I live pretty close to Brian McLaren’s home church, Cedar Ridge Community Church in Spencerville, Maryland. I’ve been there a few times with friends, and I know some people who go there. I haven’t met Brian McLaren, but I’ve listened to some of his sermons on the Web and have one of his books.
In the Washington, D.C., area McLaren’s church actually does not have a very high profile, even though he’s very well known through his books and his appearance in Time magazine. (The most well known church around here is McLean Bible Church; it looks like a Christian airport.) Cedar Ridge is on a nice piece of farmland out in the suburbs about fifteen miles northeast of Washington. It has two main buildings, the worship taking place in a rather modestly sized structure meant to resemble a barn.
The first time I ever visited Cedar Ridge was with my friend Matt, who lived less than a mile away on the same road as the church. He invited me to a Sunday night event where they were showing the movie Gattaca in the sanctuary. Matt liked science fiction, so to me that seemed like his main motive in going. But I went along. There were about a dozen of us there—all of us, I think, were believers. We matched the movie up on a projector screen. Afterwards one of the leaders at the church led a small group discussion of the religious symbolism of the movie. The leader asked me what I thought of the movie, and I said that “it wasn’t bad for science fiction” (I don’t like sci-fi very much). After that discussion was over, I remember that the leader remarked to my friend that they were going to be starting a class on “Theology 101.”
The next time I visited was for a church picnic, again with my friend Matt. Not much to report there except that I remember one of the kids in the church started playing some Eminem on the stereo and one of the church leaders came up midway through the song and made the kid change the CD.
The third time was for a Stations of the Cross event around Easter. This was memorable because I’d never been to anything like it. It was probably vintage Emergent Church. They had all of the different stations set up in the sanctuary, and really dim lighting. You went around and there was a place where you could wash your hands in a bowl like Pontius Pilate, and another place where you could hammer a nail. The thing that struck me the most, though, was that at each station they had a cartoon picture of an African tribal man being crucified by other Africans. I guess they (Cedar Ridge) were making a statement about how Jesus wasn’t the Aryan hero that some in the West have made him out to be. My thought, however, was that Jesus’ jewishness was very important. It was prophesied that the Messiah would come from the tribe of Judah, through David. I guess the pictures did a good job of defamiliarizing the passion narrative; but at the same time it didn’t settle well with me. (The fact that it was a rather poorly drawn cartoon may also have had something to do with it, since I consider myself to be something of an artist.)
At the end of the stations you could light a candle and then there was a prayer wall. The two friends that I had come with found the whole thing very moving, but something didn’t sit right with me and so I waited for them outside in the parking lot. My friends did find it to be very significant to them, but my opinion was that the whole thing felt contrived. Of course I was pretty cynical at that stage in my life. To me, it would have been much more helpful to my spiritual growth to have attended a lecture where the historical proofs for Christ’s resurrection were presented, rather than trying to mystically connect with the deep past through images, etc., that, to me, said very little as to whether the event they commemorate ever actually happened.
So these are my personal experiences with Cedar Ridge. I thought that maybe some people who knew of Brian McLaren but hadn’t visited his church might find this useful in some (infinitely) small way.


_What is needed_. For the data below, report the number of lines that contain the string "axis" and nothing else.

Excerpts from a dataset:
+===+
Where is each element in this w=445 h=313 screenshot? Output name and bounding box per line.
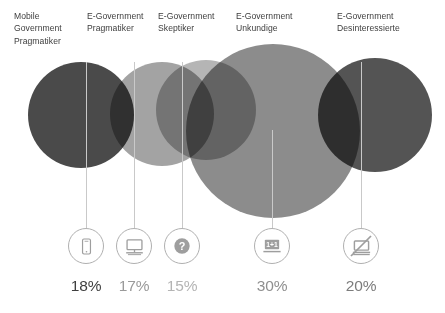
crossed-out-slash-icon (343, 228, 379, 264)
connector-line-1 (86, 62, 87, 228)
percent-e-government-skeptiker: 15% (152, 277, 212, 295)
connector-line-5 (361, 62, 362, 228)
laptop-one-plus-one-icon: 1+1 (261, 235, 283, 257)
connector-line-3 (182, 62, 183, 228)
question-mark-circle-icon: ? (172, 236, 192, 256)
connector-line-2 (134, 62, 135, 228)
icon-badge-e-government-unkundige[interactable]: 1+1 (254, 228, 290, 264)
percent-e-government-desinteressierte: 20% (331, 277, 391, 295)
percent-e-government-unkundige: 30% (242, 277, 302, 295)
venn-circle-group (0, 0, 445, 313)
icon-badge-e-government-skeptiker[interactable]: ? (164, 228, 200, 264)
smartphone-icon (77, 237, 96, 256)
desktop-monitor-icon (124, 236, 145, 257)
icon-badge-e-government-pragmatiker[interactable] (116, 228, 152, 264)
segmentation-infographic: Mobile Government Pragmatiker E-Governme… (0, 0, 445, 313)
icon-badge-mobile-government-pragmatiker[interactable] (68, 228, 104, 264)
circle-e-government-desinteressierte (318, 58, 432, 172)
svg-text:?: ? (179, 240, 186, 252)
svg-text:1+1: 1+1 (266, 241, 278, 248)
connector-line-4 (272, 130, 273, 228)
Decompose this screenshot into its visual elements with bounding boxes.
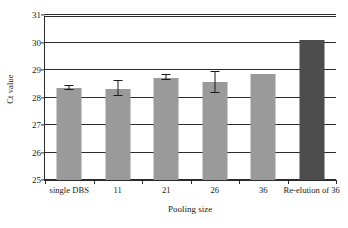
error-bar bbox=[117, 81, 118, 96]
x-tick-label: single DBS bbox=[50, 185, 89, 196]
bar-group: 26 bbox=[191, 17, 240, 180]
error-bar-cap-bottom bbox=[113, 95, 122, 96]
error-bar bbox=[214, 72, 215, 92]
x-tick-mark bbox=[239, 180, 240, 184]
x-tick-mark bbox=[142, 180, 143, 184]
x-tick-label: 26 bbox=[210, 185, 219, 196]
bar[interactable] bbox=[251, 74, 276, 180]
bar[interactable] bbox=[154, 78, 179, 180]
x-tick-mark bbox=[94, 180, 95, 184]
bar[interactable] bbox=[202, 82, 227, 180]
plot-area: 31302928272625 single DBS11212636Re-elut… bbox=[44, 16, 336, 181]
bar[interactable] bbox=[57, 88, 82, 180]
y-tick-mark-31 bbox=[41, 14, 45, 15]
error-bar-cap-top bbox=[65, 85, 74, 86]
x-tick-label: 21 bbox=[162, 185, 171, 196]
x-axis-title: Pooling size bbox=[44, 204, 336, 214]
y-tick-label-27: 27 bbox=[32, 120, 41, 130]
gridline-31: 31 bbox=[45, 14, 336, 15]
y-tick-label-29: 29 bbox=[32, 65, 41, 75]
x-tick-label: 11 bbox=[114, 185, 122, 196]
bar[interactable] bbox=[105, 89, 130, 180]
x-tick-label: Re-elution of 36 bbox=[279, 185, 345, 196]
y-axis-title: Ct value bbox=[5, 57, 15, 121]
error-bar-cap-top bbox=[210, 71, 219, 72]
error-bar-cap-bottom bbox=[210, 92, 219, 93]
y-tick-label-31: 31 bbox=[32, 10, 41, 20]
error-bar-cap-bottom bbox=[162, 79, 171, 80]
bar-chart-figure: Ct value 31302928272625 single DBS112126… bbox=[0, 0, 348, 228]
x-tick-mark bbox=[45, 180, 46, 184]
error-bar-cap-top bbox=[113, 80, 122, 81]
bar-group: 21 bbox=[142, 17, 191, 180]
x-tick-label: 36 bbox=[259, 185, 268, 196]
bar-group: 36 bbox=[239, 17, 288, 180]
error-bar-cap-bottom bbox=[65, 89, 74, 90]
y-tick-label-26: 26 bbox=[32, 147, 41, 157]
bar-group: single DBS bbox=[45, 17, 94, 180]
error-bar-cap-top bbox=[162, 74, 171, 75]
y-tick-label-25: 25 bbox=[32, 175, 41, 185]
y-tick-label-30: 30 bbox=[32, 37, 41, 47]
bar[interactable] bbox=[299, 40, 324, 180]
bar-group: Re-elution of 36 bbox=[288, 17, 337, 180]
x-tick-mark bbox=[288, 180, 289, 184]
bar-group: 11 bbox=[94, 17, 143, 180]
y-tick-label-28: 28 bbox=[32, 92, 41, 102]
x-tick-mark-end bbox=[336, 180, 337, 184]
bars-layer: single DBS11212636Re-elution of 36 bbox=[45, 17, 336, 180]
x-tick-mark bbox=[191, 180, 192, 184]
+===+
_Exercise response_. 2